Thursday 5 October 2017

Good Principal Wanted

Having been the principal of Pinelands North for more than twenty years this year, and realizing that I only have about seven years to retirement, has made me reflect on my appointment and on the teaching fraternity’s view of principalship as a whole.
Few teachers aspire to be principals in the current education climate in South Africa. The wide area of responsibility, little support from education officials and the low salaries compared with other positions in education means that most people who have reached deputy principal level would prefer to stay in that position rather than move up.
They say that a principal’s job is a lonely one. It certainly is as principals often fall into the middle ground between the pupils and the teachers, the parents and education officials, and between the education department and the school community.

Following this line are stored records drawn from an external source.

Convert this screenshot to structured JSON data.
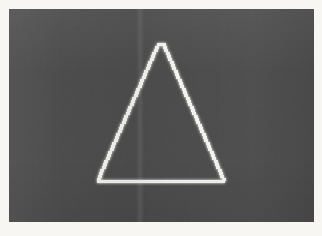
{
  "image": {
    "kind": "photograph-of-display",
    "width": 322,
    "height": 236,
    "caption": "",
    "bezel_color": "#f7f6f3",
    "screen": {
      "x": 9,
      "y": 9,
      "width": 305,
      "height": 213,
      "background_color": "#4a4a4a",
      "seam_x": 140,
      "seam_label": "vertical-scan-band"
    }
  },
  "figure": {
    "name": "aliased-triangle-outline",
    "stroke_color": "#f2f2ef",
    "stroke_width_px": 3,
    "rendering": "staircase-aliased",
    "vertices": {
      "apex": {
        "x": 163,
        "y": 44,
        "label": "apex"
      },
      "bottom_left": {
        "x": 97,
        "y": 181,
        "label": "bottom-left"
      },
      "bottom_right": {
        "x": 234,
        "y": 181,
        "label": "bottom-right"
      }
    },
    "measurements": {
      "base_length_px": 137,
      "height_px": 137,
      "apex_offset_from_base_center_px": 2
    },
    "edges": [
      {
        "name": "left-edge",
        "from": "bottom_left",
        "to": "apex",
        "aliased": true
      },
      {
        "name": "right-edge",
        "from": "apex",
        "to": "bottom_right",
        "aliased": true
      },
      {
        "name": "base-edge",
        "from": "bottom_left",
        "to": "bottom_right",
        "aliased": false
      }
    ],
    "step_pattern": {
      "left_edge_step_x_px": 2,
      "left_edge_step_y_px": 3,
      "right_edge_step_x_px": 2,
      "right_edge_step_y_px": 3
    }
  },
  "colors": {
    "screen_gray": "#4a4a4a",
    "stroke_white": "#f2f2ef",
    "bezel_white": "#f7f6f3",
    "stroke_bloom": "#ffffff"
  }
}
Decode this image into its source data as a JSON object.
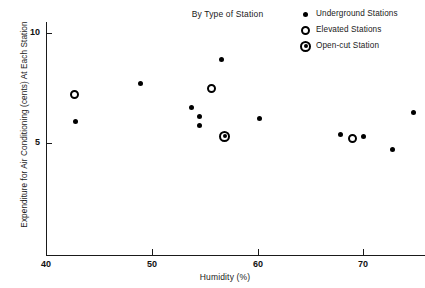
{
  "chart_data": {
    "type": "scatter",
    "title": "By Type of Station",
    "xlabel": "Humidity (%)",
    "ylabel": "Expenditure for Air Conditioning (cents) At Each Station",
    "xlim": [
      40,
      75
    ],
    "ylim": [
      2.5,
      10.6
    ],
    "xticks": [
      40,
      50,
      60,
      70
    ],
    "xtick_labels": [
      "40",
      "50",
      "60",
      "70"
    ],
    "yticks": [
      5,
      10
    ],
    "ytick_labels": [
      "5",
      "10"
    ],
    "grid": false,
    "legend_position": "top-right",
    "series": [
      {
        "name": "Underground Stations",
        "marker": "filled-circle",
        "color": "#000000",
        "points": [
          {
            "x": 42.8,
            "y": 6.0
          },
          {
            "x": 48.9,
            "y": 7.7
          },
          {
            "x": 53.8,
            "y": 6.6
          },
          {
            "x": 54.5,
            "y": 6.2
          },
          {
            "x": 54.5,
            "y": 5.8
          },
          {
            "x": 56.6,
            "y": 8.8
          },
          {
            "x": 60.2,
            "y": 6.1
          },
          {
            "x": 67.9,
            "y": 5.4
          },
          {
            "x": 70.0,
            "y": 5.3
          },
          {
            "x": 72.8,
            "y": 4.7
          },
          {
            "x": 74.8,
            "y": 6.4
          }
        ]
      },
      {
        "name": "Elevated Stations",
        "marker": "open-circle",
        "color": "#000000",
        "points": [
          {
            "x": 42.7,
            "y": 7.2
          },
          {
            "x": 55.7,
            "y": 7.5
          },
          {
            "x": 69.0,
            "y": 5.2
          }
        ]
      },
      {
        "name": "Open-cut Station",
        "marker": "ringed-circle",
        "color": "#000000",
        "points": [
          {
            "x": 56.9,
            "y": 5.3
          }
        ]
      }
    ]
  },
  "legend": {
    "items": [
      {
        "label": "Underground Stations",
        "marker": "filled-circle"
      },
      {
        "label": "Elevated Stations",
        "marker": "open-circle"
      },
      {
        "label": "Open-cut Station",
        "marker": "ringed-circle"
      }
    ]
  },
  "axes": {
    "x_tick_labels": [
      "40",
      "50",
      "60",
      "70"
    ],
    "y_tick_labels": [
      "10",
      "5"
    ]
  }
}
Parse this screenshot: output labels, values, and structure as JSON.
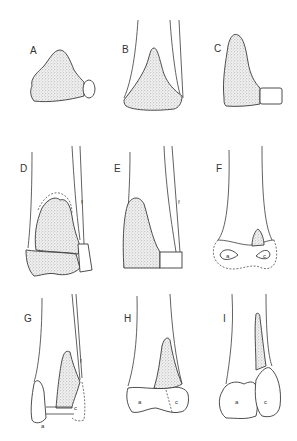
{
  "figure": {
    "panels": [
      {
        "id": "A",
        "label": "A"
      },
      {
        "id": "B",
        "label": "B"
      },
      {
        "id": "C",
        "label": "C"
      },
      {
        "id": "D",
        "label": "D",
        "annotations": [
          "f"
        ]
      },
      {
        "id": "E",
        "label": "E",
        "annotations": [
          "f"
        ]
      },
      {
        "id": "F",
        "label": "F",
        "annotations": [
          "a",
          "c"
        ]
      },
      {
        "id": "G",
        "label": "G",
        "annotations": [
          "f",
          "c",
          "a"
        ]
      },
      {
        "id": "H",
        "label": "H",
        "annotations": [
          "a",
          "c"
        ]
      },
      {
        "id": "I",
        "label": "I",
        "annotations": [
          "a",
          "c"
        ]
      }
    ],
    "colors": {
      "line": "#3a3a3a",
      "stipple": "#8a8a8a",
      "background": "#ffffff"
    }
  }
}
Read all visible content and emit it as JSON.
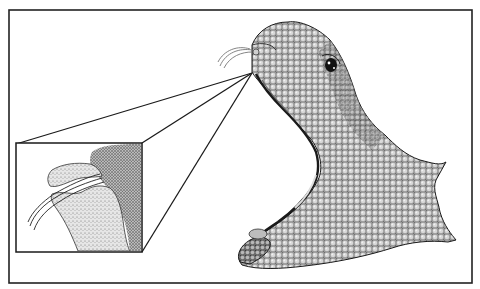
{
  "figure": {
    "type": "scientific-illustration",
    "style": "black-and-white stipple pen drawing",
    "colors": {
      "background": "#ffffff",
      "ink": "#1a1a1a",
      "frame": "#222222",
      "stipple_light": "#c8c8c8",
      "stipple_mid": "#8f8f8f",
      "stipple_dark": "#4a4a4a"
    },
    "frame": {
      "x": 9,
      "y": 10,
      "width": 463,
      "height": 273
    },
    "inset": {
      "x": 16,
      "y": 143,
      "width": 126,
      "height": 109
    },
    "callout_origin": {
      "x": 252,
      "y": 73
    },
    "elements": [
      {
        "name": "outer-frame"
      },
      {
        "name": "magnified-fang-inset"
      },
      {
        "name": "callout-lines"
      },
      {
        "name": "snake-head"
      },
      {
        "name": "snake-eye"
      },
      {
        "name": "fangs"
      },
      {
        "name": "lower-jaw"
      }
    ]
  }
}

The requirements of the job at a school like ours currently means that the principal needs to still be a teacher, but must also be a counsellor of children and adults, a finance and debt collecting whizzkid, a negotiator, a maintenance advisor and project manager, and a human resource manager. Most of those skills are not taught! Certainly not taught while the future principal is a deputy principal and ‘principal in waiting’!

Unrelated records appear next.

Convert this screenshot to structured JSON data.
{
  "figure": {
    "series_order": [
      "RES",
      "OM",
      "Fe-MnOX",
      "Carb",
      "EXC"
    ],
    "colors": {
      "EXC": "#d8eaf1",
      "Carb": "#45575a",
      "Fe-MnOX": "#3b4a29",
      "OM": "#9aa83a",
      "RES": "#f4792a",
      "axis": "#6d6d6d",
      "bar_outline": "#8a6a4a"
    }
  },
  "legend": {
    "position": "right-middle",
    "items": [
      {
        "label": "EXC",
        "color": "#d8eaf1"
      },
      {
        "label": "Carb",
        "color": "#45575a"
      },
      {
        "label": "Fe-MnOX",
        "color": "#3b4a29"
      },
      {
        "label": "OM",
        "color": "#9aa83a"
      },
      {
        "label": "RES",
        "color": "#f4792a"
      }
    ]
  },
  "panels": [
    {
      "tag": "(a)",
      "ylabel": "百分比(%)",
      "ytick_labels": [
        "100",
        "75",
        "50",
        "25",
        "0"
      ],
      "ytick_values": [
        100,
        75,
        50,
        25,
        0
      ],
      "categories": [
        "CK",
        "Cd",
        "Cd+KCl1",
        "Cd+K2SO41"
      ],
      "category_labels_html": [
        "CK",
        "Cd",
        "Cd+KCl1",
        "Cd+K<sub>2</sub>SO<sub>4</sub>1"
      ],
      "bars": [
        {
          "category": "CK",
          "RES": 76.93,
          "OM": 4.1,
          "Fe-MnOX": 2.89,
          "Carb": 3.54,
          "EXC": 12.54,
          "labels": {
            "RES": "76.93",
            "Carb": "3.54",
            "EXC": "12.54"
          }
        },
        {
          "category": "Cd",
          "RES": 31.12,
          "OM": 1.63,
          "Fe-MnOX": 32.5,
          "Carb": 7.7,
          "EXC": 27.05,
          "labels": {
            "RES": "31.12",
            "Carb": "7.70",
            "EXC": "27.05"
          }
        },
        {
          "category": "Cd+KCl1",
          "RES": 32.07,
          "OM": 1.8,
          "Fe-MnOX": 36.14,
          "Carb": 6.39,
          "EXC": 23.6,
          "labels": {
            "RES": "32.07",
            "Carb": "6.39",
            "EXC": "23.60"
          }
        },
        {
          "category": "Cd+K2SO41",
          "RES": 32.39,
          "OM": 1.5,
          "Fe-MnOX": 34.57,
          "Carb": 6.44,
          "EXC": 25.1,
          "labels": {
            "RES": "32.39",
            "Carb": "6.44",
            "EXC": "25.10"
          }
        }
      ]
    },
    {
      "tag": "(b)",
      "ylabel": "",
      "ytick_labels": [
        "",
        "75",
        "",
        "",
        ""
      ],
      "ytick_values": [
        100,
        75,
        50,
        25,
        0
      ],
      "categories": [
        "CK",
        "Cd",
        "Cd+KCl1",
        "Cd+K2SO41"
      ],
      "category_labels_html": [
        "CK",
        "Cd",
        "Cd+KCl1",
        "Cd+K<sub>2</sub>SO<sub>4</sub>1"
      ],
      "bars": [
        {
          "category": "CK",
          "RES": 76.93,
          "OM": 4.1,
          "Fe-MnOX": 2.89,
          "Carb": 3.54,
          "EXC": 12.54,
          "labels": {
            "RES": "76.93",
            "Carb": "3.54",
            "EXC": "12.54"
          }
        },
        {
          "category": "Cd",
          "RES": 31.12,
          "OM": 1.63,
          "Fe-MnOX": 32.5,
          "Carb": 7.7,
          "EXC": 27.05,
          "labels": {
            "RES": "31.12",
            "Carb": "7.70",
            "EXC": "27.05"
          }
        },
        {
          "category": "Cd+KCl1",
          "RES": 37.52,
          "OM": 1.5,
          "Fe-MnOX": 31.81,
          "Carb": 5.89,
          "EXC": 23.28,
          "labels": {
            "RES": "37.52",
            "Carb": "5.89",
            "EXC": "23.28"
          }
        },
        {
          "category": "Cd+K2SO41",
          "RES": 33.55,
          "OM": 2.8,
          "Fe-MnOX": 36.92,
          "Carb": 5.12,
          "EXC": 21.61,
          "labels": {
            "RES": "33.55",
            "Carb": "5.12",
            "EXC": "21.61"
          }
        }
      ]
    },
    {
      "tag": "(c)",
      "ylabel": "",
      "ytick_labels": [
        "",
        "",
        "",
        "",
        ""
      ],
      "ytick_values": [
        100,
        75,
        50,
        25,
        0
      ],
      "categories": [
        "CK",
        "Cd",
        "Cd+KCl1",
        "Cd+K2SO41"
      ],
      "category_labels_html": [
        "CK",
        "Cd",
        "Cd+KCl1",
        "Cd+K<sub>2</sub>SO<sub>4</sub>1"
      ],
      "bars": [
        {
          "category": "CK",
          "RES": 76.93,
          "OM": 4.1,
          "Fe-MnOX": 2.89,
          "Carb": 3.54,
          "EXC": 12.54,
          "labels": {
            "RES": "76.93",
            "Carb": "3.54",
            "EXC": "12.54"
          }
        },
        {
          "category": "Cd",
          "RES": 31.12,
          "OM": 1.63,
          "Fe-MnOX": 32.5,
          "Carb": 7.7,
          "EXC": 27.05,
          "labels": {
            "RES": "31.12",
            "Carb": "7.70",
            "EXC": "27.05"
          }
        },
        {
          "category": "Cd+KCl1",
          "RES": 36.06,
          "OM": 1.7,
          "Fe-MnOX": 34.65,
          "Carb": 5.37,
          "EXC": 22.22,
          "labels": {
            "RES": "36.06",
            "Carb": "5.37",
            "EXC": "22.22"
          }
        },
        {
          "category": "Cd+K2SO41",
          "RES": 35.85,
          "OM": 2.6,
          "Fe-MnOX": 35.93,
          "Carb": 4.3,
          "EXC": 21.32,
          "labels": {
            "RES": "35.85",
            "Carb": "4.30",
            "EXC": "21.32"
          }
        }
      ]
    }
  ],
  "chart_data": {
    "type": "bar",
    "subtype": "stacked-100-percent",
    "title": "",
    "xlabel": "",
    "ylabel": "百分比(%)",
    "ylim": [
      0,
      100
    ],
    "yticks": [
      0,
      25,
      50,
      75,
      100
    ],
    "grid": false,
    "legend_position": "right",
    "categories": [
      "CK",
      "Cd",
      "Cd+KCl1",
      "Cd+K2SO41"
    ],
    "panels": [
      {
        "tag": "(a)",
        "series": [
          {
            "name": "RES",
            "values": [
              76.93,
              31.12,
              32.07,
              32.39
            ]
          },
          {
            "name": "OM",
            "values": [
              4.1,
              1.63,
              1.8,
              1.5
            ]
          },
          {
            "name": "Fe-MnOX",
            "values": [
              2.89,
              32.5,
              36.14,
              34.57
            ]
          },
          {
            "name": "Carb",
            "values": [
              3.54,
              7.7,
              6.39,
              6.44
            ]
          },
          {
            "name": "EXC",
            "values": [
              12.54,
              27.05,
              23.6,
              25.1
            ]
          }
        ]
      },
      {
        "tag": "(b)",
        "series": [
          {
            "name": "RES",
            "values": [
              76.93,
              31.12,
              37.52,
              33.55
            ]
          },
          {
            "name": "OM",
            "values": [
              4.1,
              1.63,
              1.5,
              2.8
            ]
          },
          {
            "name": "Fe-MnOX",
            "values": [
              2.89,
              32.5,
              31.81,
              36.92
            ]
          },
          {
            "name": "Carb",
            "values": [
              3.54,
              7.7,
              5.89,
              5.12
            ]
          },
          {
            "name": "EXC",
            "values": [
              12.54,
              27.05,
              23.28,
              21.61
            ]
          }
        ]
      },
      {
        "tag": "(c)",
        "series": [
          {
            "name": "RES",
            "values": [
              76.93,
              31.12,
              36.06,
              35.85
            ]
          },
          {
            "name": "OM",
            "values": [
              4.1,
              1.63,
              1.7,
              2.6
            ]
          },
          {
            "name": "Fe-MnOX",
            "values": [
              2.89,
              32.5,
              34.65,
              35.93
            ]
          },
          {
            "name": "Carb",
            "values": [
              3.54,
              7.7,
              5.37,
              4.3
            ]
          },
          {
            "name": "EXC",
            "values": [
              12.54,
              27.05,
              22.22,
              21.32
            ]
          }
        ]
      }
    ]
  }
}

I have also been reflecting on the confidence the Governing Body of this school put in me when they appointed me! I was a woman and very few women had been principals of co-ed schools in 1997, and Pinelands North had had four men over the forty something years up until then. I was also only thirty-seven years of age, had only officially been a deputy for eighteen months, and I wore short skirts and had spiky hair!  
Principals who will lead schools into the future will need even more skill than I currently need. They will lead the school to a destination that is currently not known, using skills that are currently not available and they will still need to walk into the future, bravely and confidently!
Apparently in Finland currently, those people who become principals are usually History or Maths teachers, or they teach Physical Education! In his book “Top Class” Ari Pokka suggests reasons for this: organizing timetables requires logical mathematical thinking, managing, analyzing and interpreting is an historical skill, and organizing large groups of people is often done by physical education teachers!
So, while I am still fit and agile (and not yet 65), we should grow our own ‘timber’- we have seven years to recruit an amazing human being who can lead this wonderful school towards it’s hundredth birthday!